Former SC Justice Quiason dies

MANILA, Philippines–Retired Supreme Court Justice Camilo Quiason, who served in the high tribunal during the Ramos administration, died early Sunday. He was 89.

His remains will lie in state at Christ the King Church, Greenmeadows, Quezon City, until 9 a.m. on Thursday. Interment details will be announced later.

Quiason served as a Supreme Court justice from Feb. 1, 1993, to July 17, 1995. He was appointed by Ramos to replace Justice Leo Medialdea who died in office in November 1992.

Born on July 18, 1925, Quiason obtained his law degree from the University of the Philippines in 1950 and his Master’s degree from the same university in 1956. He trained at the Southwest Legal Center and was a fellow at the Academy of American and International Law, both in Dallas, Texas.

In 1974, he cofounded the Quiason Makalintal Barot Torres Ibarra and Sison Law Firm and served as senior partner until 1993, specializing in litigation, corporate law, arbitration and energy law. He rejoined the law firm after his stint in the Supreme Court.

According to the law firm’s website, Quiason was vice president and general counsel of Meralco Securities Corp. from 1972 to 1973 prior to his founding of the law firm. From the late 1950s to the mid-1960s, he served as a solicitor in the Office of the Solicitor General, a Manila judge and special prosecutor at the Department of Justice.

During the Aquino administration, he served as special counsel to the Presidential Commission on Good Government and the OSG, helping in the recovery of the ill-gotten wealth from the dictator Ferdinand Marcos and his cronies.

His law firm handled cases in 1998 and 2001 that resulted in the Supreme Court declaring unconstitutional laws that prohibited day-of-election surveys and banned the publication of election survey results.

The Integrated Bar of the Philippines website lists Quiason as a member of the committee that drafted the Code of Professional Responsibility for Lawyers.

In 2000, he became a member of a special study group formed by the Supreme Court to propose reforms in the bar exams.

Also in 2000, the National Historical Commission of the Philippines tapped Quiason to chair a panel that ruled that Surigao City, and not Cagayan de Oro or Butuan cities, was the site of the first raising of the Philippine flag in Mindanao on Dec. 26, 1898.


§ **TASK DIRECTIONS**
From the entries that follow, pick out all lines holding "inner".

PROVIDED ENTRIES Block Start

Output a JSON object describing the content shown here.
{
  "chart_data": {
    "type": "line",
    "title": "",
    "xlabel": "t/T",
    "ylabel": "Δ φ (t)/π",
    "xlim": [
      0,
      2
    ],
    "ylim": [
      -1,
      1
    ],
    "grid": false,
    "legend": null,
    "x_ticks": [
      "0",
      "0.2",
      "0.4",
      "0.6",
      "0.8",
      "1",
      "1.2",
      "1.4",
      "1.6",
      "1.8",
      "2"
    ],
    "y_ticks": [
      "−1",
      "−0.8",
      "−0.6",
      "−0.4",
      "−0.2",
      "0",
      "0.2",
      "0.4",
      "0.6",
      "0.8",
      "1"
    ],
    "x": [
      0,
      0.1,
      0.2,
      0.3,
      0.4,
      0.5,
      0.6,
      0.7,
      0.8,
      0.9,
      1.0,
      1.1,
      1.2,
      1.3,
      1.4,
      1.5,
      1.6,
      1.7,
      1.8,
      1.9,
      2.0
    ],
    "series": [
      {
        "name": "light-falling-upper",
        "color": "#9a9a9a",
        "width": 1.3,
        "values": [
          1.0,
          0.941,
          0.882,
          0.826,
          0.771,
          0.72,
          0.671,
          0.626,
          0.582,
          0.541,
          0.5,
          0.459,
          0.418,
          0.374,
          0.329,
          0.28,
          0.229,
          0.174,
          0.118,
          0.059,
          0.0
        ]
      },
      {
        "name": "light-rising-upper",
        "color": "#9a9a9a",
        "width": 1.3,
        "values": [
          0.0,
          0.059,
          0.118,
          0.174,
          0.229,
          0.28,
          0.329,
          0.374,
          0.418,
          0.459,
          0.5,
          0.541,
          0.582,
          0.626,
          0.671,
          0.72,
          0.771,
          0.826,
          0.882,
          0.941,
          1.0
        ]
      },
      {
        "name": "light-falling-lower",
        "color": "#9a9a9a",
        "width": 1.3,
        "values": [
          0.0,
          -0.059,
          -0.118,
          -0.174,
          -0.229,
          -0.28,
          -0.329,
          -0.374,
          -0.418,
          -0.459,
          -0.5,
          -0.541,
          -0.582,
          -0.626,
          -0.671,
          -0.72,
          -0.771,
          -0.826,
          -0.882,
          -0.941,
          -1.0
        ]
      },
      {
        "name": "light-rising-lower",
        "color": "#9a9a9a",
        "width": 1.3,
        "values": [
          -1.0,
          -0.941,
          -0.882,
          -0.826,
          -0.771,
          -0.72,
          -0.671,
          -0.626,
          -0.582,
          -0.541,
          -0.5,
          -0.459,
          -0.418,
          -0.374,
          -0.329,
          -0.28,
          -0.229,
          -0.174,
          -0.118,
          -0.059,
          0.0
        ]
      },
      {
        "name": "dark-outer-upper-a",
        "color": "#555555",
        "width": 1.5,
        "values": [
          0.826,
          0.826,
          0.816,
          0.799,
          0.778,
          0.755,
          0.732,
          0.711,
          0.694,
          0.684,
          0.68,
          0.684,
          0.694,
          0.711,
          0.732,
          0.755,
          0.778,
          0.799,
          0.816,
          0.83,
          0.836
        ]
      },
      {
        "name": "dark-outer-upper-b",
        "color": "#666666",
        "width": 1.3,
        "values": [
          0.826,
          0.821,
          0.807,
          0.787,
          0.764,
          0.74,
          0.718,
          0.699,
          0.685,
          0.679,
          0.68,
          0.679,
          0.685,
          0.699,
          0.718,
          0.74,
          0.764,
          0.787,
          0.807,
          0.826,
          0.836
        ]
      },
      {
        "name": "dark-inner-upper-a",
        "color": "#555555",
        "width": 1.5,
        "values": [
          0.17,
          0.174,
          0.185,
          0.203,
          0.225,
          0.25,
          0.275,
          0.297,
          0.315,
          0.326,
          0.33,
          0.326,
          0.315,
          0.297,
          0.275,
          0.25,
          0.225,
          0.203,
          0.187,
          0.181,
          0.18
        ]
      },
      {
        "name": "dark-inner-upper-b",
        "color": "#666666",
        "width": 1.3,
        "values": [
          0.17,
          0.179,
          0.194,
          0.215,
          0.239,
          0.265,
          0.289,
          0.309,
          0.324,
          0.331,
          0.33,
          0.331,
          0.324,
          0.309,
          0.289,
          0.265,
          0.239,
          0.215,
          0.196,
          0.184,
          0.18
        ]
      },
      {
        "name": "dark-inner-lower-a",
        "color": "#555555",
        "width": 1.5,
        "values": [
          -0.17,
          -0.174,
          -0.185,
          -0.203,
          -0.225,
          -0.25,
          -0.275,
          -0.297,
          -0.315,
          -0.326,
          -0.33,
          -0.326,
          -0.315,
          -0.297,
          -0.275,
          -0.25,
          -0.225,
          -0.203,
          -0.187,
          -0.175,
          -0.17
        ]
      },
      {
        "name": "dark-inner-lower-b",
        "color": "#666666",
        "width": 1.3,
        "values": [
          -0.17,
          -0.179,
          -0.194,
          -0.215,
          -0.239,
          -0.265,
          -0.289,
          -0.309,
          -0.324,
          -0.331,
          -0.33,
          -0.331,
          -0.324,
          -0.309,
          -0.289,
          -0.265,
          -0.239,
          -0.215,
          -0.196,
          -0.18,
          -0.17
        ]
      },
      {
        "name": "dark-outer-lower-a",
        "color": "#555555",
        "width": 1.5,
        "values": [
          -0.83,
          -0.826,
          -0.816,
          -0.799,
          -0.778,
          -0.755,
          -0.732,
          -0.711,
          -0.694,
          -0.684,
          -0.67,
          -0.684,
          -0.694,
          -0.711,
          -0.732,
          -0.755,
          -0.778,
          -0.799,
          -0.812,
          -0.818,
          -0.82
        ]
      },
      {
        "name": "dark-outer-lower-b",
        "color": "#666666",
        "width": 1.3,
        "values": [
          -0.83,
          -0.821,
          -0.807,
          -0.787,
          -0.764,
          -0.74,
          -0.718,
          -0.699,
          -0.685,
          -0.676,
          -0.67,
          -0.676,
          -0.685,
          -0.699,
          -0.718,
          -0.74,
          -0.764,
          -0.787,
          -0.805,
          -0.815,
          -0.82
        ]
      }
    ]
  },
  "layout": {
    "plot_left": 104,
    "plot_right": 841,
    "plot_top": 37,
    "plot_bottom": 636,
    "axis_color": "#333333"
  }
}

PROVIDED ENTRIES Block End

§ **RESPONSE TO THE TASK**
        "name": "dark-inner-upper-a",
        "name": "dark-inner-upper-b",
        "name": "dark-inner-lower-a",
        "name": "dark-inner-lower-b",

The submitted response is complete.